In Zuul v3 periodic jobs are just like regular jobs. So instead of putting periodic-foo-master and periodic-foo-pike on a project, you just put foo in the periodic pipeline. Zuul will then emit trigger events for every project-branch combination.

So if you add a periodic job to a project it will run on all of that project’s branches. If you only want it to run on a subset of branches, just use branch matchers in the project-pipeline in the regular way.

The following will run tox-py35 on all branches in the project:

- project:
  name: openstack/<projectname>
  periodic:
    jobs:
      - tox-py35

This example runs tox-py35 only on master and stable/queens branches:

- project:
  name: openstack/<projectname>
  periodic:
    jobs:
      - tox-py35:
          branches:
            - master
            - stable/queens

Changes to OpenStack tox jobs

One of the most common job types in OpenStack are tox-based tests. With the Zuul v3 rollout there are new and shiny versions of the tox jobs.

There are a few important things to know about them.

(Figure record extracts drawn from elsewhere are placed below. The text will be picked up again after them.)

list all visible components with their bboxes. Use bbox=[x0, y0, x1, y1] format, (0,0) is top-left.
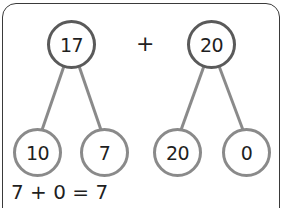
whole-value-left: 17 bbox=[60, 34, 83, 56]
connector-line-right-bond-left bbox=[181, 66, 204, 130]
whole-value-right: 20 bbox=[200, 34, 223, 56]
part-value-right-2: 0 bbox=[241, 142, 253, 164]
part-value-right-1: 20 bbox=[166, 142, 189, 164]
whole-circle-left: 17 bbox=[47, 20, 96, 69]
connector-line-right-bond-right bbox=[219, 66, 243, 130]
part-circle-right-2: 0 bbox=[222, 128, 271, 177]
plus-operator: + bbox=[136, 33, 154, 55]
number-bond-diagram: 17 10 7 + 20 20 0 7 + 0 = 7 bbox=[0, 0, 285, 208]
connector-line-left-bond-left bbox=[42, 66, 64, 130]
part-circle-right-1: 20 bbox=[153, 128, 202, 177]
part-circle-left-1: 10 bbox=[13, 128, 62, 177]
whole-circle-right: 20 bbox=[187, 20, 236, 69]
part-value-left-1: 10 bbox=[26, 142, 49, 164]
equation-text: 7 + 0 = 7 bbox=[11, 182, 108, 202]
part-value-left-2: 7 bbox=[99, 142, 111, 164]
part-circle-left-2: 7 bbox=[80, 128, 129, 177]
connector-line-left-bond-right bbox=[79, 66, 101, 130]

tox vs. tox-py27 vs. vs. openstack-tox vs. openstack-tox-py27

There is a base tox job and a set of jobs like tox-py27 and tox-py35. There is also a base openstack-tox job and a set of jobs like openstack-tox-py27, openstack-tox-py35.

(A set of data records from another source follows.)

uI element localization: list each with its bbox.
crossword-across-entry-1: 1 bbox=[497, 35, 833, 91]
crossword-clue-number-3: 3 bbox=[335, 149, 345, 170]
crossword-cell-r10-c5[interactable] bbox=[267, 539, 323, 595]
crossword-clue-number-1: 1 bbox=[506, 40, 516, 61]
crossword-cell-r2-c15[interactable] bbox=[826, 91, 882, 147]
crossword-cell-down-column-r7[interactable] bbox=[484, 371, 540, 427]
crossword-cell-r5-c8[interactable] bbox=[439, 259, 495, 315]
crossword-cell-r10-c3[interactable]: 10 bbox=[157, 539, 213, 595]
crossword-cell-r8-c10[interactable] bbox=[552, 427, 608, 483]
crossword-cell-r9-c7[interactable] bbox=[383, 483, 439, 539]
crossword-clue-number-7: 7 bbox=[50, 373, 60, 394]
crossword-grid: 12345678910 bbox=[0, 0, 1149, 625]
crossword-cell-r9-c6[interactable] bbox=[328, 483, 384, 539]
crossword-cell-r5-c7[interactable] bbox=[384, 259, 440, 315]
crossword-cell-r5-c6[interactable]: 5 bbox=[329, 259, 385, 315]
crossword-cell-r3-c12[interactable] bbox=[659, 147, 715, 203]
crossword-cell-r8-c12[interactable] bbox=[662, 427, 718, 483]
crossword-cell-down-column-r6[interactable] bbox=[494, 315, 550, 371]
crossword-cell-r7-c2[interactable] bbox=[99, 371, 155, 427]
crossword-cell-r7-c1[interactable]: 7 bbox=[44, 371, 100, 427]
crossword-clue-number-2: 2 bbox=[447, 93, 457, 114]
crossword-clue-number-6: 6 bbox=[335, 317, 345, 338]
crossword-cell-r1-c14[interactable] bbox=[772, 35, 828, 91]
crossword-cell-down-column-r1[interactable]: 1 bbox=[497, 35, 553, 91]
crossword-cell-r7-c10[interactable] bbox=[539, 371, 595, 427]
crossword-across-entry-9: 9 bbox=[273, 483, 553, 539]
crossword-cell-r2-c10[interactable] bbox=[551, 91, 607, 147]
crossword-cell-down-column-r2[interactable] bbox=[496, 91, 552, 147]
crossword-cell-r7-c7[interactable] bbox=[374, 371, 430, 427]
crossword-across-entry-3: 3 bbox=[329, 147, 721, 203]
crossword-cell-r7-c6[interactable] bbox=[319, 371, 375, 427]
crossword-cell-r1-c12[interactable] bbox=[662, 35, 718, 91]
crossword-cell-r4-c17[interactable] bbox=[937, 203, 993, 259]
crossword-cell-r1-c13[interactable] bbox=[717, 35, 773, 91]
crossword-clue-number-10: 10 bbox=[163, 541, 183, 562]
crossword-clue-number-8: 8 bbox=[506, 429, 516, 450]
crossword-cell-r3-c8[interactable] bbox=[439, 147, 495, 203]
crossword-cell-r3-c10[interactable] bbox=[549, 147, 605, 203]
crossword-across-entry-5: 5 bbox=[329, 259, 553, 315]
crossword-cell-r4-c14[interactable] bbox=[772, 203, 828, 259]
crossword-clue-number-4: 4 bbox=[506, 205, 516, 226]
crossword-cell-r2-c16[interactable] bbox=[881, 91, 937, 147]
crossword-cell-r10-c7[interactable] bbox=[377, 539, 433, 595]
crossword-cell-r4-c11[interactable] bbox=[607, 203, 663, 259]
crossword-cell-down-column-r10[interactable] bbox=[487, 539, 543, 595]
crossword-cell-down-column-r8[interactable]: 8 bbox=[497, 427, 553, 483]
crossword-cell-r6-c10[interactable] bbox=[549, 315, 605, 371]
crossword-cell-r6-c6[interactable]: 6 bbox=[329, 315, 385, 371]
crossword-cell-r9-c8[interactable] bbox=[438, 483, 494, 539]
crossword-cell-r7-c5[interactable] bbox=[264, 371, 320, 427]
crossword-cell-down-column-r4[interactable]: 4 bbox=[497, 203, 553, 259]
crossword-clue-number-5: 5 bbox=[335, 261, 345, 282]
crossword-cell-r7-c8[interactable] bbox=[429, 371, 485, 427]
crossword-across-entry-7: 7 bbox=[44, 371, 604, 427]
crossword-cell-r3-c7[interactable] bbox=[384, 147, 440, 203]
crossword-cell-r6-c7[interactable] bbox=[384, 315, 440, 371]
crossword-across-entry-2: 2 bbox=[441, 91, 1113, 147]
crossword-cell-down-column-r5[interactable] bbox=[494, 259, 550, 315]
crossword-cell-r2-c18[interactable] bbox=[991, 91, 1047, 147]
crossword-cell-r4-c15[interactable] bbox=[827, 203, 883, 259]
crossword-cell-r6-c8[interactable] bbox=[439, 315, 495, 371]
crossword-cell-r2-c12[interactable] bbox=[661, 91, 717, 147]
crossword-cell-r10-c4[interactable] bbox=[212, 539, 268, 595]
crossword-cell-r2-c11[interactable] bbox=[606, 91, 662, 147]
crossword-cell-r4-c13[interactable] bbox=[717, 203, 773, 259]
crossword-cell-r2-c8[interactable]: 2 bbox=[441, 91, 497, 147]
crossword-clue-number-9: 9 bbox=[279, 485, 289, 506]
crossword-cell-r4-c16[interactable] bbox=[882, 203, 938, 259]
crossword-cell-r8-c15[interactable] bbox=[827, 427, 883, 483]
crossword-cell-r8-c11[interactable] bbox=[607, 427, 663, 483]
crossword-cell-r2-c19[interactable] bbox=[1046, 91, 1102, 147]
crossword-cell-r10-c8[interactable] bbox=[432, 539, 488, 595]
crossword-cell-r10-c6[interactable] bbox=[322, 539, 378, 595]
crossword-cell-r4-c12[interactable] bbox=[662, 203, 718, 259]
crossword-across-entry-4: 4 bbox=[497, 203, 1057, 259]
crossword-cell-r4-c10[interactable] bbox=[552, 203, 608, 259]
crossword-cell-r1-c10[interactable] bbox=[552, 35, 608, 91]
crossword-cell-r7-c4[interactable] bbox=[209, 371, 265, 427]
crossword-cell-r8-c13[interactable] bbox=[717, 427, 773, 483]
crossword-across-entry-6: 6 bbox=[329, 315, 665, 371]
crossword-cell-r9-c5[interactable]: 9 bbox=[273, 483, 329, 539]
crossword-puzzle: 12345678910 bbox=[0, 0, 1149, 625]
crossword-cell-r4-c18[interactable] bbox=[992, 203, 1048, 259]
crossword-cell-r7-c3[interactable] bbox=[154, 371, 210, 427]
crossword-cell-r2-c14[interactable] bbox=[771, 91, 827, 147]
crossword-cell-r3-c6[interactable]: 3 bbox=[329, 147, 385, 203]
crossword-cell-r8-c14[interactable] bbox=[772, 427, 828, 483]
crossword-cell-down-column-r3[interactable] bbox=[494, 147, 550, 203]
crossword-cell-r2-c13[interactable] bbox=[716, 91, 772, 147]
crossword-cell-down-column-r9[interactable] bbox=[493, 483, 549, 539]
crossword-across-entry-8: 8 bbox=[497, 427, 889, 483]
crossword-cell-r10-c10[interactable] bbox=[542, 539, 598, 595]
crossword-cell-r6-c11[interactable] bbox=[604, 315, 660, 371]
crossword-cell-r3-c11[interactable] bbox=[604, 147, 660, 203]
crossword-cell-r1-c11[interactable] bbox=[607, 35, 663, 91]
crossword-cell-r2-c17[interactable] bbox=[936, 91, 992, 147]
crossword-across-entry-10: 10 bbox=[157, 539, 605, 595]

The tox base job is what it sounds like - it’s a base job. It knows how to run tox and fetch logs and results. It has parameters you can set to control its behavior, see the description in zuul-jobs for details.

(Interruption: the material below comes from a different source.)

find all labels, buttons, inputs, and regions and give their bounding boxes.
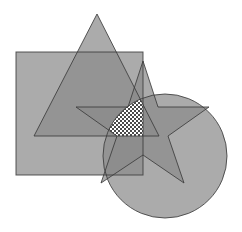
diagram-canvas xyxy=(0,0,242,232)
overlapping-shapes-diagram xyxy=(0,0,242,232)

tox-py27 is a job that uses the tox base job and sets tox_envlist to py27. We’ve made jobs for each of the common tox environments.

Those are jobs that just run tox. As Zuul v3 is designed to have directly shareable job definitions that can be used across Zuul deployments, these jobs do not contain OpenStack specific logic. OpenStack projects should not use them, but non-OpenStack projects using OpenStack’s Zuul may want to.

openstack-tox is a base job that builds on the tox base job and adds behaviors specific to OpenStack. Specifically, it adds openstack/requirements to the required-projects list and sets the tox_constraints_file variable to point to src/opendev.org/openstack/requirements/upper-constraints.txt.

openstack-tox-py27 is like tox-py27 but uses openstack-tox as a base job.

OpenStack projects with custom tox environments should base them on openstack-tox, not tox:

- job:
    name: tooz-tox-py35-etcd3
    parent: openstack-tox
    vars:
      tox_envlist: py35-etcd3

Installation of ‘sibling’ requirements

One of Zuul’s strengths is doing multi-repo testing. We obviously all use the heck out of that for integration tests, but for tox things it has historically been a bit harder to manage.

In Zuul v3, we’ve added functionality to the base tox job that will look to see if there are other git repos in the required-projects list. If there are, it will look at the virtualenv that tox creates, get the list of installed packages, see if any of the git repos present provides that package, and if so will update the virtualenv with an installation of that project from its git repository.

Long story short, if you wanted to make a job for awesome-project that did tox-level testing against patches to keystoneauth, you’d do this:

- job:
    name: awesome-project-tox-py27-keystoneauth
    parent: openstack-tox-py27
    required-projects:
      - openstack/keystoneauth

Then put that job into your project pipelines. If you do that, that job will inject master of keystoneauth (or a speculative master state if there are any Depends-On lines involved) into tox’s py27 virtualenv before running tests.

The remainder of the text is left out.